Having read the entries, repeat all of them exactly.

Stored items

------------

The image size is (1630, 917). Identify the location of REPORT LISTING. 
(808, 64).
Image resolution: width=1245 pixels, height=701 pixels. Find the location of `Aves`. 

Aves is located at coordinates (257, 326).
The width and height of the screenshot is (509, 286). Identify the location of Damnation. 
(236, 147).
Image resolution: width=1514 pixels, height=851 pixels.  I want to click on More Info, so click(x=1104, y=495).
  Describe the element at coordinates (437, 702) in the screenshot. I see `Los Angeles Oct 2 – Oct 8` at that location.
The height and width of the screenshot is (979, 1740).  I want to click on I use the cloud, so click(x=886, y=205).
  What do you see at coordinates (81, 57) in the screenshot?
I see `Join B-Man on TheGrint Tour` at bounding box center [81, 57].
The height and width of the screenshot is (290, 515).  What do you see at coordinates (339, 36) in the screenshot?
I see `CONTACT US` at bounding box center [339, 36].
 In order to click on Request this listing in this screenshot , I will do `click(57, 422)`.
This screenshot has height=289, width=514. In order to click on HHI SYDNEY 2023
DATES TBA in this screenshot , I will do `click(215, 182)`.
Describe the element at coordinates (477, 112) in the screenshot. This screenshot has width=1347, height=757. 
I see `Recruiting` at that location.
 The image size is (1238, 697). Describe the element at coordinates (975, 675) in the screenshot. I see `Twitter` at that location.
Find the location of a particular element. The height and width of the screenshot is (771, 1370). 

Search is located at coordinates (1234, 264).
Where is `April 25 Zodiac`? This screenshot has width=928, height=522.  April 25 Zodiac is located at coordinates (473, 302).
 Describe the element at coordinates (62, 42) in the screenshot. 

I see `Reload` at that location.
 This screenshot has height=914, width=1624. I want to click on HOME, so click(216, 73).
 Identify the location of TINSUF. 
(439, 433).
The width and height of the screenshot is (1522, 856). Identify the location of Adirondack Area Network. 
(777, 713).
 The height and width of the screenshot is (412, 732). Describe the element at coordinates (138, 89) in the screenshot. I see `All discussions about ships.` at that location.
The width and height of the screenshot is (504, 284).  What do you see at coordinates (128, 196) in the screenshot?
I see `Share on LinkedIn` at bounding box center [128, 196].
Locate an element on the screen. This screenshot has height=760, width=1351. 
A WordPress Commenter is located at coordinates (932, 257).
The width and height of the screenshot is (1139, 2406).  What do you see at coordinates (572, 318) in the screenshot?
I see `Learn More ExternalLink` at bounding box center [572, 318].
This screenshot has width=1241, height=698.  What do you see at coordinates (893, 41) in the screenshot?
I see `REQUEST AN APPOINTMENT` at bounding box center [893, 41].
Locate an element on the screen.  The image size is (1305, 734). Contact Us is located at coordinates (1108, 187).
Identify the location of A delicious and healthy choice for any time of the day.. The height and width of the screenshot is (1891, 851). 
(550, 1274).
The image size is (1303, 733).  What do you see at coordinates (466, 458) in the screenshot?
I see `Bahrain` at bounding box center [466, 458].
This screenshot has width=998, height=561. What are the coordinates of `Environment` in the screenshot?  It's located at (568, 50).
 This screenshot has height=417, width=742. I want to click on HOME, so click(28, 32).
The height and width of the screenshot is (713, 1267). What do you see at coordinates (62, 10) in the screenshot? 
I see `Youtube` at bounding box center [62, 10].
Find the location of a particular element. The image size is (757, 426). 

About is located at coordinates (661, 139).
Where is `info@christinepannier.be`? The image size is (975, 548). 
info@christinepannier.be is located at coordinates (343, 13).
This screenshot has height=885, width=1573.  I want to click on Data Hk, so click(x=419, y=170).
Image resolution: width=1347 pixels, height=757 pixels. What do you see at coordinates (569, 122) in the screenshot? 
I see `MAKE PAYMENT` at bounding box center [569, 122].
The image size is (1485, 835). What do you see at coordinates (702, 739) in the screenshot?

------------

Exercise response:
The image size is (1630, 917). Identify the location of REPORT LISTING. 
(808, 64).
Image resolution: width=1245 pixels, height=701 pixels. Find the location of `Aves`. 

Aves is located at coordinates (257, 326).
The width and height of the screenshot is (509, 286). Identify the location of Damnation. 
(236, 147).
Image resolution: width=1514 pixels, height=851 pixels.  I want to click on More Info, so click(x=1104, y=495).
  Describe the element at coordinates (437, 702) in the screenshot. I see `Los Angeles Oct 2 – Oct 8` at that location.
The height and width of the screenshot is (979, 1740).  I want to click on I use the cloud, so click(x=886, y=205).
  What do you see at coordinates (81, 57) in the screenshot?
I see `Join B-Man on TheGrint Tour` at bounding box center [81, 57].
The height and width of the screenshot is (290, 515).  What do you see at coordinates (339, 36) in the screenshot?
I see `CONTACT US` at bounding box center [339, 36].
 In order to click on Request this listing in this screenshot , I will do `click(57, 422)`.
This screenshot has height=289, width=514. In order to click on HHI SYDNEY 2023
DATES TBA in this screenshot , I will do `click(215, 182)`.
Describe the element at coordinates (477, 112) in the screenshot. This screenshot has width=1347, height=757. 
I see `Recruiting` at that location.
 The image size is (1238, 697). Describe the element at coordinates (975, 675) in the screenshot. I see `Twitter` at that location.
Find the location of a particular element. The height and width of the screenshot is (771, 1370). 

Search is located at coordinates (1234, 264).
Where is `April 25 Zodiac`? This screenshot has width=928, height=522.  April 25 Zodiac is located at coordinates (473, 302).
 Describe the element at coordinates (62, 42) in the screenshot. 

I see `Reload` at that location.
 This screenshot has height=914, width=1624. I want to click on HOME, so click(216, 73).
 Identify the location of TINSUF. 
(439, 433).
The width and height of the screenshot is (1522, 856). Identify the location of Adirondack Area Network. 
(777, 713).
 The height and width of the screenshot is (412, 732). Describe the element at coordinates (138, 89) in the screenshot. I see `All discussions about ships.` at that location.
The width and height of the screenshot is (504, 284).  What do you see at coordinates (128, 196) in the screenshot?
I see `Share on LinkedIn` at bounding box center [128, 196].
Locate an element on the screen. This screenshot has height=760, width=1351. 
A WordPress Commenter is located at coordinates (932, 257).
The width and height of the screenshot is (1139, 2406).  What do you see at coordinates (572, 318) in the screenshot?
I see `Learn More ExternalLink` at bounding box center [572, 318].
This screenshot has width=1241, height=698.  What do you see at coordinates (893, 41) in the screenshot?
I see `REQUEST AN APPOINTMENT` at bounding box center [893, 41].
Locate an element on the screen.  The image size is (1305, 734). Contact Us is located at coordinates (1108, 187).
Identify the location of A delicious and healthy choice for any time of the day.. The height and width of the screenshot is (1891, 851). 
(550, 1274).
The image size is (1303, 733).  What do you see at coordinates (466, 458) in the screenshot?
I see `Bahrain` at bounding box center [466, 458].
This screenshot has width=998, height=561. What are the coordinates of `Environment` in the screenshot?  It's located at (568, 50).
 This screenshot has height=417, width=742. I want to click on HOME, so click(28, 32).
The height and width of the screenshot is (713, 1267). What do you see at coordinates (62, 10) in the screenshot? 
I see `Youtube` at bounding box center [62, 10].
Find the location of a particular element. The image size is (757, 426). 

About is located at coordinates (661, 139).
Where is `info@christinepannier.be`? The image size is (975, 548). 
info@christinepannier.be is located at coordinates (343, 13).
This screenshot has height=885, width=1573.  I want to click on Data Hk, so click(x=419, y=170).
Image resolution: width=1347 pixels, height=757 pixels. What do you see at coordinates (569, 122) in the screenshot? 
I see `MAKE PAYMENT` at bounding box center [569, 122].
The image size is (1485, 835). What do you see at coordinates (702, 739) in the screenshot?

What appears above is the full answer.